29. August 06, University of California−San Diego — Computer scientists find way to fight spam scams. Computer scientists from University of California−San Diego (UCSD) have found striking differences between the infrastructure used to distribute spam and the infrastructure used to host the online scams advertised in these unwanted e−mail messages. This discovery should aid in the fight to reduce spam volume and shut down illegal online businesses and malware sites. While hundreds or thousands of compromised computers may be used to relay spam to users, most scams are hosted by individual Web servers, computer scientists from the UCSD Jacobs School of Engineering have found. Based on an analysis of over one million spam e−mails, 94 percent of the scams advertised via embedded links are hosted on individual Web servers, according to new peer−reviewed research to be presented at the USENIX Security 2007 conference in Boston on Thursday, August 9. “A given spam campaign may use thousands of mail relay agents to deliver its millions of messages, but only use a single server to handle requests from recipients who respond. A single takedown of a scam server or a spammer redirect can curtail the earning potential of an entire spam campaign,” write the UCSD computer scientists in their paper.

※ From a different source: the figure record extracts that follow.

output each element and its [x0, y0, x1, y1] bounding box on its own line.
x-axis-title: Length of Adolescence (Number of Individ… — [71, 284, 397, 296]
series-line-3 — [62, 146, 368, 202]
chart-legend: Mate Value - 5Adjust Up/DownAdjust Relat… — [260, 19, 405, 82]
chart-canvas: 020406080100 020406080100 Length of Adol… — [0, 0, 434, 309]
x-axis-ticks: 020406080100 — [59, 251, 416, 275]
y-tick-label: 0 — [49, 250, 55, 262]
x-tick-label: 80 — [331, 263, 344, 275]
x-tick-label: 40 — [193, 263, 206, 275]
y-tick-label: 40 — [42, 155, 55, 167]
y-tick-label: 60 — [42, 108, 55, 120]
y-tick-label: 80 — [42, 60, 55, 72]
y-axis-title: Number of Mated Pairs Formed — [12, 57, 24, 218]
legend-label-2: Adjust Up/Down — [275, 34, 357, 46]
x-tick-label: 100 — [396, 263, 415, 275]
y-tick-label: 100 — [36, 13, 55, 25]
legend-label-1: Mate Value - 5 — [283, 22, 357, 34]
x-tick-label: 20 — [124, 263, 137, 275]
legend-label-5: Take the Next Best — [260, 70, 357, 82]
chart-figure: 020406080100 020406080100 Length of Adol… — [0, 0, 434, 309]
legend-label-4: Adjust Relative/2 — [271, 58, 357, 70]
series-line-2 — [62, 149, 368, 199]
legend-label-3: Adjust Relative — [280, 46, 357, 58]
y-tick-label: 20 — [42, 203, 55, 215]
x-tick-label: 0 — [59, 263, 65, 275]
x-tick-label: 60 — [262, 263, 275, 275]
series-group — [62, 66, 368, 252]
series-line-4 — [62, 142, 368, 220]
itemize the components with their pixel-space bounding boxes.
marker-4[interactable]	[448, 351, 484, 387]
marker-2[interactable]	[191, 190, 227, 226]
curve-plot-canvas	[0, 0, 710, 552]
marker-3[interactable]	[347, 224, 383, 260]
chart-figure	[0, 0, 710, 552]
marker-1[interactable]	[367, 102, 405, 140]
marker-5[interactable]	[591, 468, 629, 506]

Report: http://www.cse.ucsd.edu/users/voelker/pubs/spamscatter−secur ity07.pdf
Source: http://www.jacobsschool.ucsd.edu/news/news_releases/release. sfe?id=679

30. August 06, SecurityFocus — Stanford Security Lab investigates domain−name service rebinding. On a summer day seven weeks ago, a small group of software architects and network engineers descended on Stanford University, worried. The group had been summoned by a team of student researchers and professors at Stanford's Security Lab. The researchers had investigated reports that a critical part of browser security could be bypassed, allowing an online attacker to connect to browser−accessible resources on a victim's local network. While previous attacks using JavaScript could send data to a network, the attack investigated by Stanford −− known as domain−name service rebinding −− could send and receive data from the local network, completely bypassing the firewall. To prove the danger, the Stanford students bought placement for a Flash advertisement on a marketing network and found that, for less than $100, an attacker could have hijacked as many as 100,0000 Internet addresses in three days. David Byrne, security architect with EchoStar Satellite, and Dan Kaminsky, director of penetration testing at IOActive −− gave separate presentations on the subject at the Black Hat Security Briefings and the DEFCON hacking conference. Their warning: Corporate firewalls and virtual private networks could easily be penetrated using this technique, and any permanent fix will take time.